Exercise trackers were just the start of it. Among the latest developments:

  • Apple: The FDA in 2018 cleared two Apple Watch features: an electrocardiogram and an irregular heart rhythm detector. This coming September, Apple’s WatchOS 6 will include ovulation tracking, an app that alerts to potentially damaging noise levels and fall detection (also on the Watch Series 4).
  • Google: Through its artificial intelligence (AI) company DeepMind, Google parent Alphabet is building an AI system that could alert doctors to dangerous medical conditions, such as kidney disease. If follows a physicians’ alert app called Streams, being tested by clinicians in British hospitals, that uses an algorithm by the UK’s National Health Services to detect kidney injury among patients. Google in time would like to use the app for AI-powered diagnosis in hospital wards, according to reports.
  • Microsoft: Microsoft Healthcare introduced a Healthcare Bot that understands medical terminology and includes a built-in symptom checker for medical staff triaging patients. Hospitals are not the only targets. Medical insurance providers are using the bots so members can look up the status of insurance claims.
  • And the Triumvirate + Apple: In late July, Apple, Google, Microsoft and Amazon entered into an initiative with health insurers and hospitals to provide consumers with easier access to their medical information, including tests, doctors’ visits and medical procedures.

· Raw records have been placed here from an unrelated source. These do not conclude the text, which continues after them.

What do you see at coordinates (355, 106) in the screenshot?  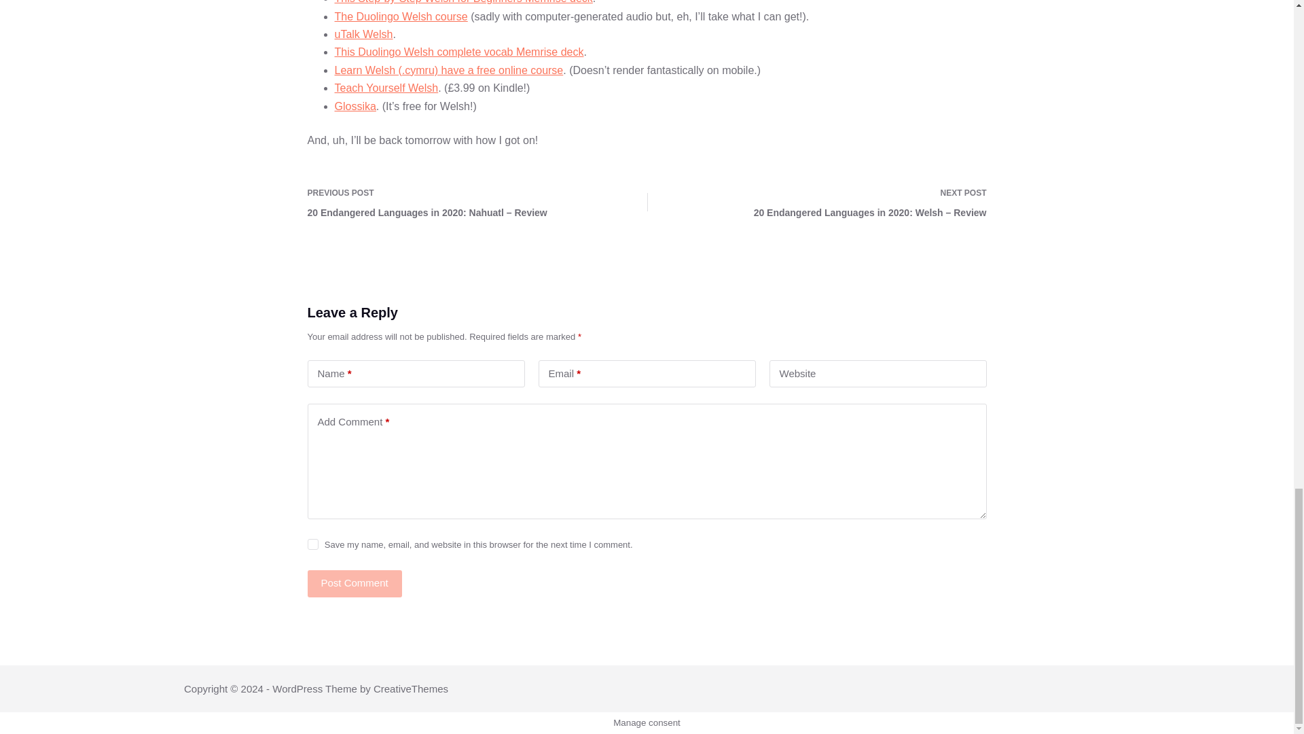 I see `Glossika` at bounding box center [355, 106].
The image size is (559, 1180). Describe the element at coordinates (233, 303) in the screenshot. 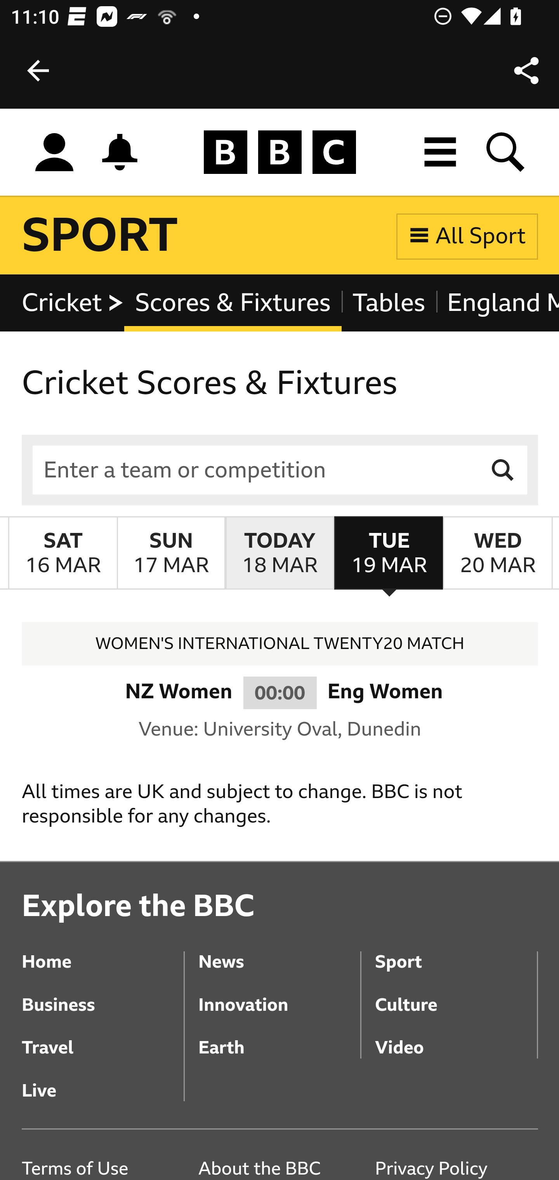

I see `Scores & Fixtures` at that location.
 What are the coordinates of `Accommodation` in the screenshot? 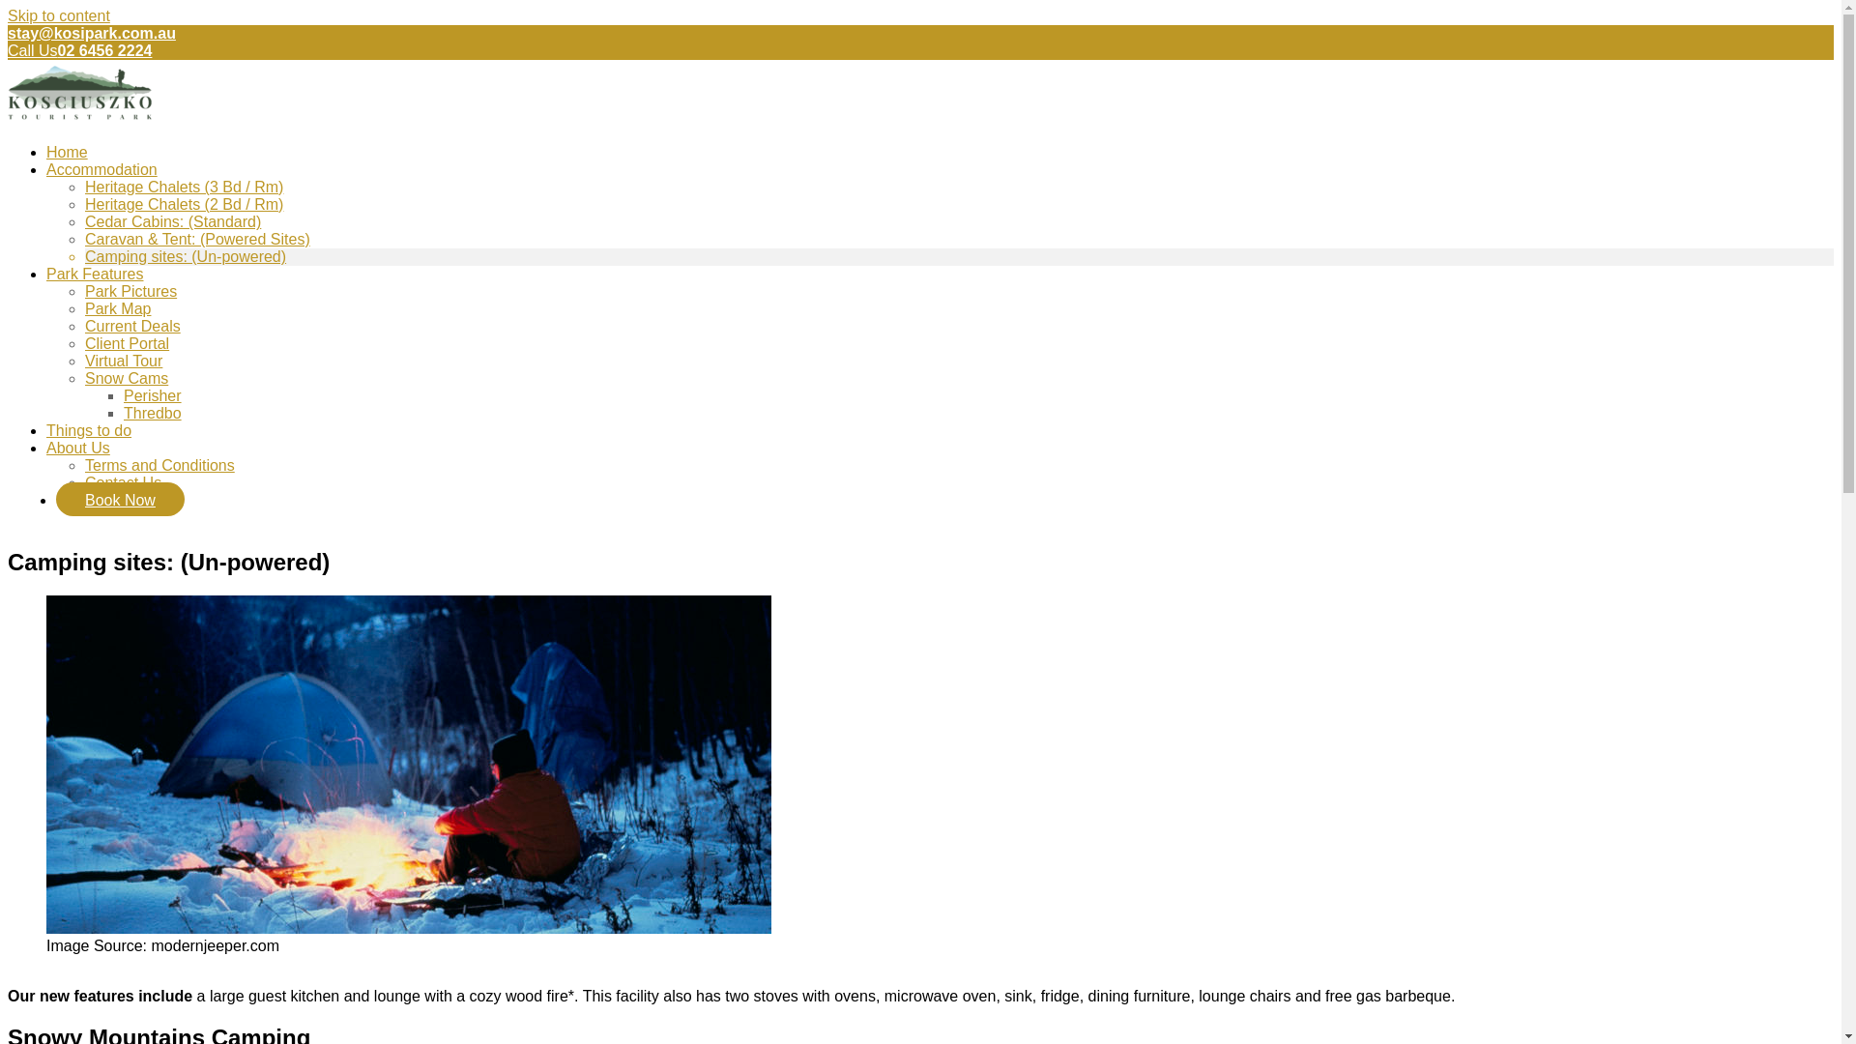 It's located at (102, 170).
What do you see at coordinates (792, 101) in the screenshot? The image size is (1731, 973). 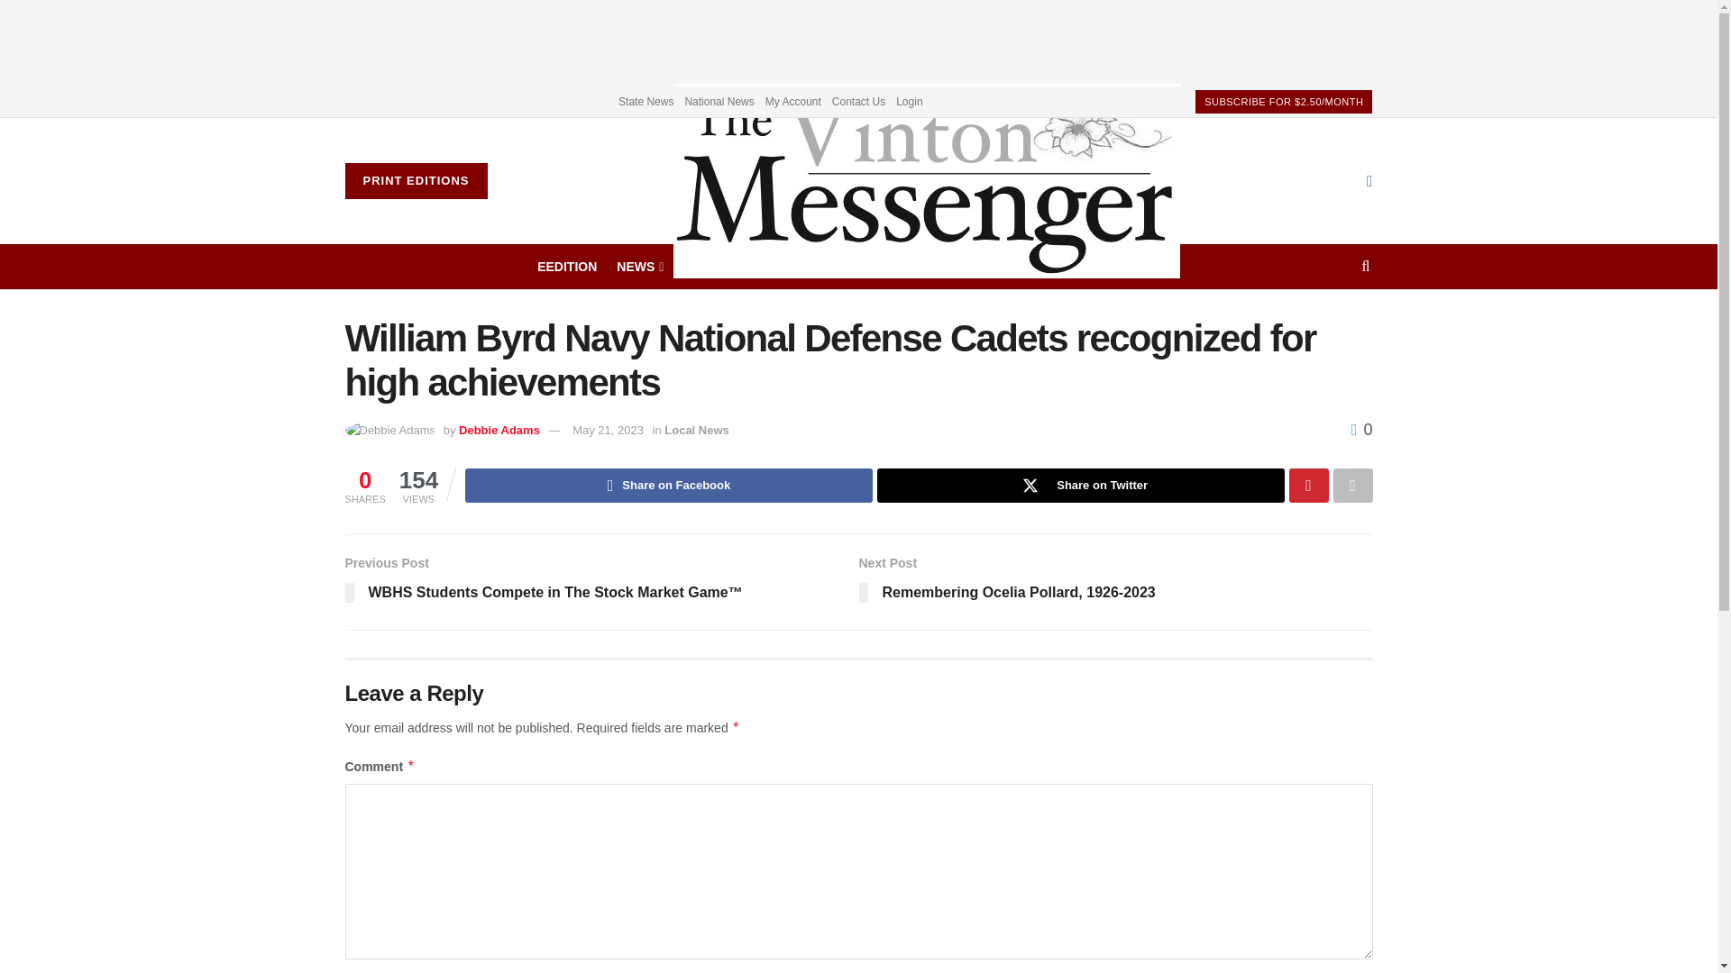 I see `My Account` at bounding box center [792, 101].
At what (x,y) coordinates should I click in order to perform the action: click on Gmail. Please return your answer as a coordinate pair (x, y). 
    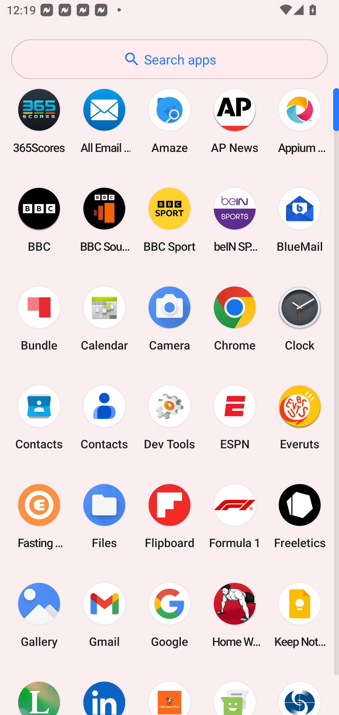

Healthy Tech Means Healthy Retail

Here’s the thing: technology and retail are entwined. So by expanding their own businesses into healthcare, these tech companies have simultaneously been bridging the gap between retail and healthcare, to the point that it is now an easy hop-over.

And healthcare systems have been hopping. Specifically, they are seeking out retail partnerships through which they can enhance, and make more convenient, their own services. Wellness is, indeed, a shopper category.

Taking the Pulse of the Consumer, Literally, Retailers are not Being Left Behind

Health-focused retailers also are working to erase barriers to consumer wellness.

They’re offering apps that check vision (thanks, Warby Parker), as well as virtual physicians (CVS’s MinuteClinic Video Visits). 23andMe has made do-it-yourself DNA tests so popular that kits are now available for dogs . And Amazon in June 2018 entered the online pharmacy business by acquiring PillPack , through which customers can buy medications in pre-made doses.

These efforts raise expectations that all technologies, and all the many retailers and brands that use technology, will accommodate similar needs.

Make no mistake, retailers that do not add health-based, tech-enabled features to their core offerings risk losing more than wellness dollars. Shoppers may direct other spending away from them, as well.

The health-tech movement has not only taken hold, it is firmly embedded in the retail industry.